Price: £3500
Mileage: 20,486
Condition: A verifiable museum piece
Advert: eBay
Is there currently a more usable and accessible choice of unexceptional wheels than the second-generation Rover 400?
We’re struggling to think of one; three decades on from launch, it’s still relatively easy to find fairly clean examples of the Escort-sized family hatch and saloon for not a whole lot of money. For their reassuring, nostalgic 1990s Rover charm, they’re deeply sensible vehicles at their core, cars you could still use every day if you didn’t mind being towered over by today’s family SUVs.
That they’re sensible is no great surprise, being closely related to the Honda Domani sold in Japan, which in turn made its way here as a five-door version of the Honda Civic. This is a rabbit hole on its own, given the different variants this platform eventually spawned – Rover gave you a hatch and a saloon, which eventually housed a V6 in Rover 45 and MG ZS form, while Honda got a hatch and an estate and one of the firm’s crazy near-100bhp/litre VTEC engines. An enterprising individual could surely give us, say, a V6-engined MG ZS estate, or a hilariously high-revving grandpa-spec maroon 400 saloon sleeper, by combining the right bits.
We digress. The 400 was a perfectly good car in standard form, even if arrivals later in the decade such as the Renault Megane, Ford Focus, Mk4 Volkswagen Golf and others started to make its cabin look a little pokey, its chassis a little soft, or its styling a little bland. For quality, the likes of BMW and Audi piling into the family car class moved the game beyond Rover’s already impressive standards, too.
Among the Rover’s strengths were its K-series engines, which were peppy and fuel-efficient, and its excellent ride, which fit the premium feel the brand was (whether it could quite justify it or not) aiming for. In common with its Concerto-related predecessor, it also felt more special than the Honda equivalent – it seems Rovers don’t make particularly good Hondas, but Hondas do just fine as Rovers.
The Rover 416 Si we’ve found for sale on eBay through seller dayno21 is particularly special though, because it is chassis 001. That’s number one.
According to the listing, being the first car off the line, it was retained by Rover for the first eight years of its life, and kept on display in the British Motor Museum in Gaydon. Perhaps some of you out there have pictures of it while it was there?
Since then, it has presumably bounced around a bit between regular owners – after MG Rover folded, one imagines it didn’t stay on their books for very long as the receivers began selling off assets – but it’s still covered under 21,000 miles, and it looks in appropriate condition for that low mileage. The only demerits mentioned are some seat imperfections and a saggy headliner.
The Kingfisher Blue paint looks fantastic – surely one of the best colours on the 400 – and the rest of the interior is smart. Reassuringly, it’s on Goodyear rubber all round, and you can see a 2019 date stamp on the sidewalls; good, relatively recent tyres suggest it’s been well looked-after. We’d whip off the tow bar post-haste though, as it clutters up the back end, and this car deserves better than a life of dragging stuff around.
Despite its historical significance, a price tag of £3500 seems perfectly reasonable too. You can find 400s for less, and in higher specifications too, but few have a story like this one. Act fast, though – bidding ends tomorrow.
This is now a classified ad – no end date.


GOAL OF THE EXERCISE
Restating the data exactly is the whole task.

--- START ---

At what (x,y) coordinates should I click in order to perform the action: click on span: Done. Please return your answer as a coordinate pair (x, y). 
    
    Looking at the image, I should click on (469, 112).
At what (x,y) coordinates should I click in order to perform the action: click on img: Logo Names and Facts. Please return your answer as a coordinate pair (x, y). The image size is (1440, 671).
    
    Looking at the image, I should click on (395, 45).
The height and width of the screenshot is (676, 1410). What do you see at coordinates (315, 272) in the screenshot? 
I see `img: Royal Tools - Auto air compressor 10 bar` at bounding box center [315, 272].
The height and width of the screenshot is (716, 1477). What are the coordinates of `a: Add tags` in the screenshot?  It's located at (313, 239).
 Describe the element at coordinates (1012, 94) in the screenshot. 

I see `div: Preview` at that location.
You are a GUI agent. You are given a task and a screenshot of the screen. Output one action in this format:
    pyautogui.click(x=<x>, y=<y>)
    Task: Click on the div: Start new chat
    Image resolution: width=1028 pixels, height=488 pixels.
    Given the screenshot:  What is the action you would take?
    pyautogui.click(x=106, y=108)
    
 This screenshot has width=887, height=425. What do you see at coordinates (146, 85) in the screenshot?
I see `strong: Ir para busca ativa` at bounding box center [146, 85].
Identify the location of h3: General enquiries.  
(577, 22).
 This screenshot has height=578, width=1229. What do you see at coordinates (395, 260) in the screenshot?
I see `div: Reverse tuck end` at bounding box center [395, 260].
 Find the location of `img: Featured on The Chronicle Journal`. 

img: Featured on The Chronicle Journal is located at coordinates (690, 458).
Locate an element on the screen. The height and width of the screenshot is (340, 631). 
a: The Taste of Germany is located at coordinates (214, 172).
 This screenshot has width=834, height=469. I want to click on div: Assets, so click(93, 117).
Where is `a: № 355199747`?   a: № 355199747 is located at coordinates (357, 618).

--- END ---

EXPECTED OUTPUT
At what (x,y) coordinates should I click in order to perform the action: click on span: Done. Please return your answer as a coordinate pair (x, y). 
    
    Looking at the image, I should click on (469, 112).
At what (x,y) coordinates should I click in order to perform the action: click on img: Logo Names and Facts. Please return your answer as a coordinate pair (x, y). The image size is (1440, 671).
    
    Looking at the image, I should click on (395, 45).
The height and width of the screenshot is (676, 1410). What do you see at coordinates (315, 272) in the screenshot? 
I see `img: Royal Tools - Auto air compressor 10 bar` at bounding box center [315, 272].
The height and width of the screenshot is (716, 1477). What are the coordinates of `a: Add tags` in the screenshot?  It's located at (313, 239).
 Describe the element at coordinates (1012, 94) in the screenshot. 

I see `div: Preview` at that location.
You are a GUI agent. You are given a task and a screenshot of the screen. Output one action in this format:
    pyautogui.click(x=<x>, y=<y>)
    Task: Click on the div: Start new chat
    Image resolution: width=1028 pixels, height=488 pixels.
    Given the screenshot:  What is the action you would take?
    pyautogui.click(x=106, y=108)
    
 This screenshot has width=887, height=425. What do you see at coordinates (146, 85) in the screenshot?
I see `strong: Ir para busca ativa` at bounding box center [146, 85].
Identify the location of h3: General enquiries.  
(577, 22).
 This screenshot has height=578, width=1229. What do you see at coordinates (395, 260) in the screenshot?
I see `div: Reverse tuck end` at bounding box center [395, 260].
 Find the location of `img: Featured on The Chronicle Journal`. 

img: Featured on The Chronicle Journal is located at coordinates (690, 458).
Locate an element on the screen. The height and width of the screenshot is (340, 631). 
a: The Taste of Germany is located at coordinates (214, 172).
 This screenshot has width=834, height=469. I want to click on div: Assets, so click(93, 117).
Where is `a: № 355199747`?   a: № 355199747 is located at coordinates (357, 618).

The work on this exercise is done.